Wednesday, August 20, 2008

Electron

Electrons


The chemist's notion of physical reality is based on the existence of two particles that are smaller than atoms. These particles are the proton and the electron (a neutron is just a combination of the two). While there are sub-subatomic particles (quarks, hadrons, and the like), protons and electrons in some sense represent the simplest particles necessary to describe matter.

The electron was discovered early in the 20th Century. Electrons are very light (2,000 times lighter than the smallest atom, hydrogen) and have a negative charge. Protons, which make up the rest of the mass of hydrogen, have a positive charge. When two electrons come near one another, they interact by the fundamental electrical force law. This force can be expressed by a simple equation that is sometimes called Coulomb's law.

For two charged particles separated by a distance r, the force acting between them is given as

F = Q1Q2/r2

Here F is the force acting between the two particles separated by a distance r, and the charges on the particles are, respectively, Q1 and Q2. Notice that if both particles are electrons, then both Q1 and Q2 have the same sign (as well as the same value); therefore, F is a positive number. When a positive force acts on a particle, it pushes it away. Two electrons do not like coming near one another because "like charges repel" just as two north-polarized magnets do not like to approach each other. The opposite is also true. If you have two particles with opposite charges, the force between them will be negative. They will attract each other, so unlike charges attract. This follows directly from Coulomb's law.


It also follows from Coulomb's law that the force of interaction is small if the particles get very far apart (so that r becomes very big). Therefore, two electrons right near one another will push away from one another until they are separated by such a long distance that the force between them becomes irrelevant, and they relax into solipsistic bliss.




Bonds are key to nanotechnology. They combine atoms and ions into molecules and can themselves act as mechanical devices like hinges, bearings, or structural members for machines that are nanoscale. For microscale and larger devices, bonds are just a means of creating materials and reactions. At the nanoscale, where molecules may themselves be devices, bonds may also be device components.

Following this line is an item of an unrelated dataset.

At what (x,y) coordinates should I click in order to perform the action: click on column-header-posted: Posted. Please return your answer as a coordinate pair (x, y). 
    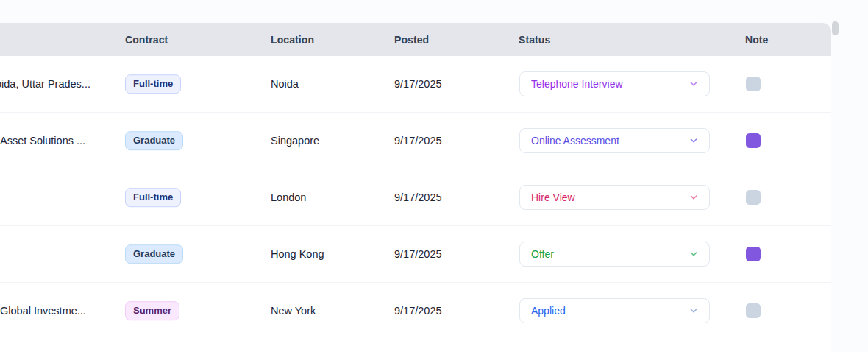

Traditionally, materials science has been devoted to three large classes of materials—metals, polymers, and ceramics.

Metals: Atoms like to cluster with others of the same kind. This process can make huge molecule-like structures containing many billions of billions of atoms of the same sort. In most cases, these become hard, shiny, ductile structures called metals. In metals, some of the electrons can leave their individual atoms and flow through the bulk of the metal.

Polymers: The most common polymers are plastics. Most polymers are based on carbon because carbon has an almost unique ability to bond to itself. Polymers are single molecules formed of repeating patterns of atoms (called monomers) connected in a chain.

Ceramics: The last area of traditional materials science is ceramics. Ceramics are often but not always oxides, which are structures where one of the atoms making up the extended structure is oxygen.



Coulomb's law
The magnitude of the electrostatic force between two point electric charges is directly proportional to the product of the magnitudes of each charge and inversely proportional to the square of the distance between the charges.
wikipedia.org


Skin effect
In a Direct Current circuit, the electrons travel evenly through the entire cross section of the conductor. however, in an AC circuit conductor, besides setting up eddy currents, the voltage that creates the eddy current also causes the current flow in the conductor to be repelled away from the centre of the conductor toward the outside of he conductor. The current is forced to travel near the surface of the conductor. This effect, known as the skin effect, creates the same consequence as reducing the cross sectional area of the conductor because the electrons are forced to flow in a smaller area concentrated near the surface of the conductor. the skin effect also causes an increase in the conductor resistance in the circuit due to power losses. Both eddy currents and the skin effect are directly related to the frequency of the circuit. Therefore, as the frequency increases the magnitude of the eddy currents increases causing the skin effect to also increase.